Some Things Really Do Live Up to the Hype of Marketing
It's been almost a year since I first test drove Mitsubishi's new Endeavor sport utility during a sunny Southern California week. Not only were the SUVs available at that time preproduction examples but the paradisiacal surroundings hardly offered the opportunity to experience anything that remotely resembles a Canadian winter.
Although I drove the new Endeavor almost a year ago, I finally had the chance to test it in more demanding conditions. (Photo: Trevor Hofmann, Canadian Auto Press) |
Those from afar that know me will laugh at this last comment, being that I reside in Canada's "Hollywood North." But as mild as our winters are, and despite rows of palm trees along our beaches (imported just for replicating L.A. in the many movies and TV shows filmed here), Vancouver is not California.

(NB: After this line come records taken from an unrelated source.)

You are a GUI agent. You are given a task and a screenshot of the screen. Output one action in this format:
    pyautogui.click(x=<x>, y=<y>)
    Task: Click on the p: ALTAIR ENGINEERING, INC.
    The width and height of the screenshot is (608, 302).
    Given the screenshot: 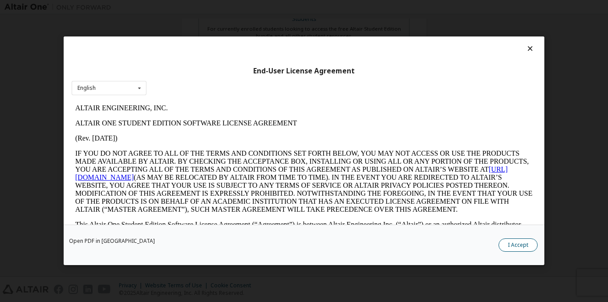 What is the action you would take?
    pyautogui.click(x=232, y=8)
     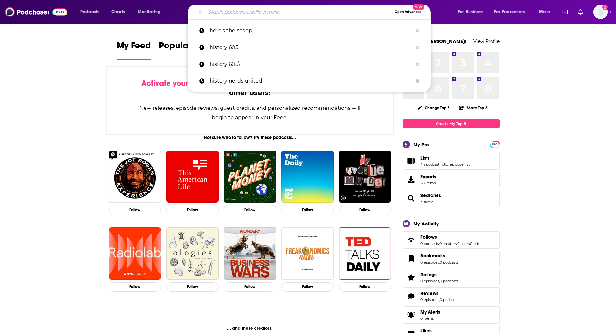 What do you see at coordinates (411, 259) in the screenshot?
I see `a: Bookmarks` at bounding box center [411, 259]. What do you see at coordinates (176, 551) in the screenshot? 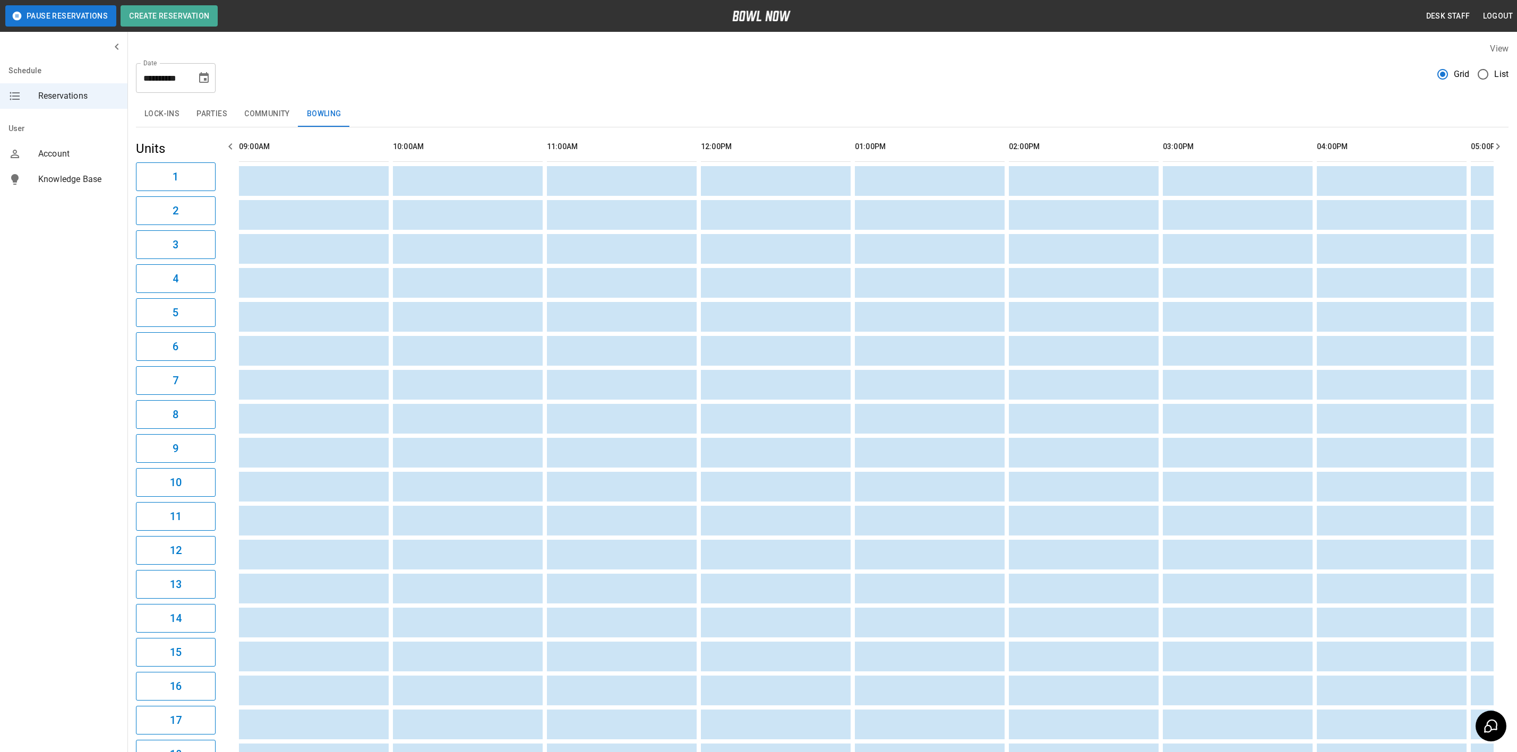
I see `h6: 12` at bounding box center [176, 551].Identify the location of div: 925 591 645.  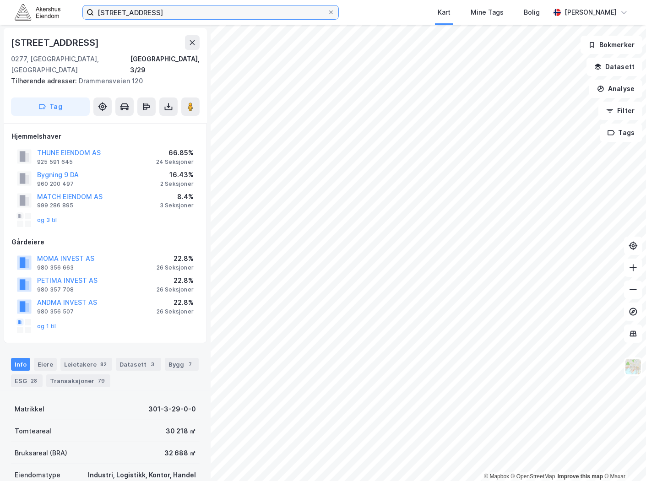
(55, 162).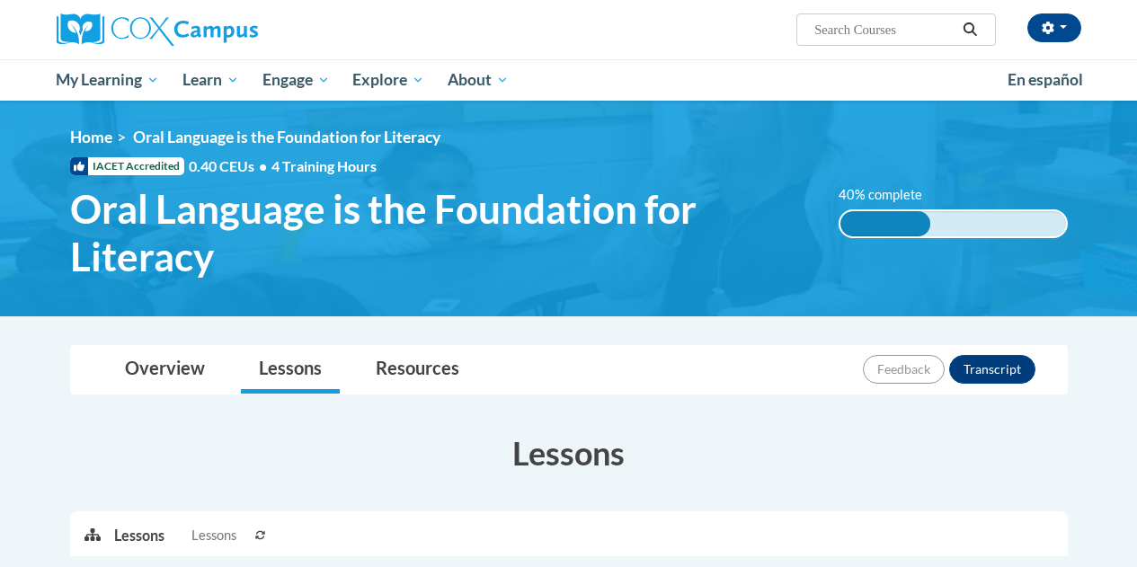  I want to click on a: Learn, so click(210, 80).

This became grossly apparent after a major dump of a white crystalline substance (no jokes about our fair city's drug trade needed thanks) that made it impossible to pull my rear-wheel drive Lexus LS 430 out of the garage. It wasn't that there was anything particularly wrong with the car, but shoeing a
After a major dump of snow in Vancouver, the Mitsubishi Endeavor tester I had got a lot of road time. (Photo: Trevor Hofmann, Canadian Auto Press) |
It was Lexus' loss - as the car sat in the garage for the remainder of the week - and Mitsubishi's gain. The Japanese company's always accommodating Canadian communications director Sandy Di Felice made the arrangements, and within a few hours I was mobile once again.